Sunday, October 19, 2008

Stone's "W." Not Letter Perfect

It's hard enough for a filmmaker to rake a historic figure over the coals while he is still in power and the story is still unfolding.

It's even more difficult when you leave gaping holes in the story that both undermine your point and lend ammunition to that figure’s defenders.
Oliver Stone’s "W." is meant to convey that George W. Bush is a lightweight who stumbled his way into the White House and misled the country. That’s not a hard thesis to sustain, and Stone makes an impressive effort in the re-enactments of cabinet meetings and other sessions in which the decision to invade Iraq was mulled and ultimately approved.
He also shows fairness to Bush, and good insight, by meaningfully depicting how becoming a Born-Again Christian turned the future president’s life around and transformed him from a boozing slacker who owed much of his life to his father’s string-pulling to a self-motivated force-to-be-reckoned with. At one point, a preacher tells the young Bush, soon to become governor of Texas, to treat everyone he meets "as if they were going to be dead at 12 o’clock" and show them unconditional love.

But depicting the life and presidency of George W. Bush with no reference at all to the protracted Florida legal battle that put him in office, which can either be described as his narrow victory or the misappropriation of the White House, depending on your perspective, is very much like depicting World War II with no reference to Pearl Harbor.

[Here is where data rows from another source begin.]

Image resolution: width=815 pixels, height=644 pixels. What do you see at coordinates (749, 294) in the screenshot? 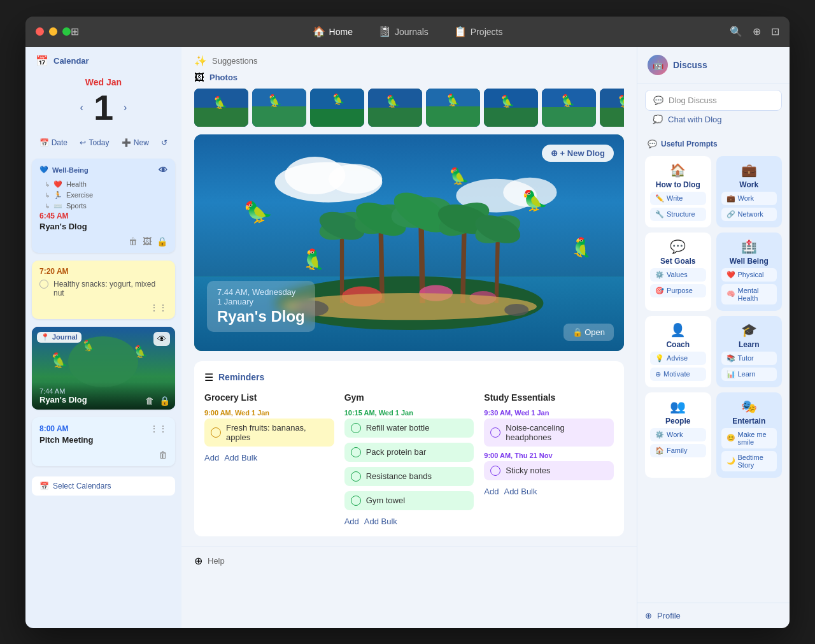
I see `mental-health-button: 🧠 Mental Health` at bounding box center [749, 294].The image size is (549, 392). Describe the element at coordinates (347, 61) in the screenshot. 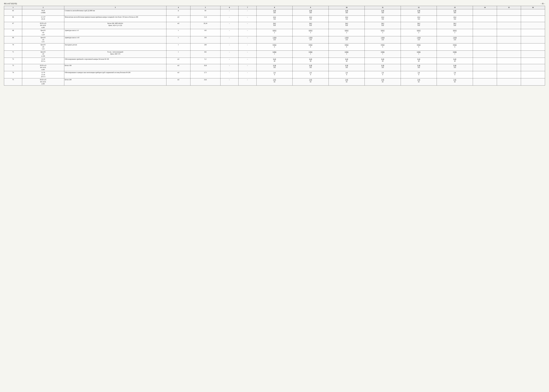

I see `row-col10: 9,2049` at that location.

How Bush got into office and the shadow those events cast over his tenure is essential to understanding the Bush presidency. So is his more successful 2004 re-election and the "swift-boat" attacks on John Kerry that allowed him to finally outshine his father by winning the second term denied the old man.
Hurricane Katrina and the infamous "heck of a job, Brownie" reaction of the bumbling administration are also too pivotal to be excluded. True, there is only so much you can cram into a two-hour film, but Stone in two separate scenes shows the president choking on a pretzel –- as if that reflects more on his stewardship than the political purging of federal prosecutors, the Valerie Plame CIA leak or the disastrous and ill-fated nomination of his counsel, Harriet Myers, to the Supreme Court.

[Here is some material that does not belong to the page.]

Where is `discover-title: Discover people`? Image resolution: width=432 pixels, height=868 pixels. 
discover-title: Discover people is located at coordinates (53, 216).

As it is, Stone’s film – evidently rushed for release before Election Day— wastes brilliant performances by nearly all the actors involved, particularly James Brolin (above) in the lead role and Richard Dreyfus as Dick Cheney, on an uneven film that toggles between farce and critical biopic. Once scene that has Bush and his inner circle, the most powerful men and woman in America wandering around Bush’s Crawford ranch, having lost their way – ostensibly a metaphor for the administration’s direction – looks like a late night TV skit with well-costumed and made-up actors trying their best to look foolish. Condoleezza Rice,as portrayed by Thandie Newton, comes across as particularly moronic, saying little in most scenes, sometimes simply repeating what others say, and usually coming across as completely intimidated by the men around her, an evasion (perhaps kind) of her pivotal role as Bush’s top foreign policy advisor. Colin Powell is portrayed more generously by Jeffrey Wright a the principled man in the room who ultimately caves in to the inevitable and supports the war at the UN.
Bush defenders will rightfully note that this film creates the misimpression that the Iraq war immediately undid the Bush presidency, if not Bush himself (in a dream sequence he is seen squaring off with his scornful father, who calls the war a "fiasco," an affirmation of his longstanding disapproval) without regard to two significant facts.

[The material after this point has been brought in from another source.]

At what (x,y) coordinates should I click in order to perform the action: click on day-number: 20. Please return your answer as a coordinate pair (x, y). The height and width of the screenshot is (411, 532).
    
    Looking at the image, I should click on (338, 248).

First, Bush was handily re-elected at a point where the war was it its deadliest, a year after his ridiculous "mission accomplished" aircraft carrier stunt. Secondly, the 2007 troop surge, rebuffed by Democrats and other critics as further escalation of a losing war, has earned Bush bragging rights, having drastically reduced the number of American casualties and stabilized Iraq to the point that a phased, victorious withdrawal is no longer a pipe dream.
Some say Stone was too kind to the president, considering his known left-wing bent. But what’s evident is that he was unfair to himself, cranking out a restrained and muddled effort that teases us with the possibility of a better, more illuminating film.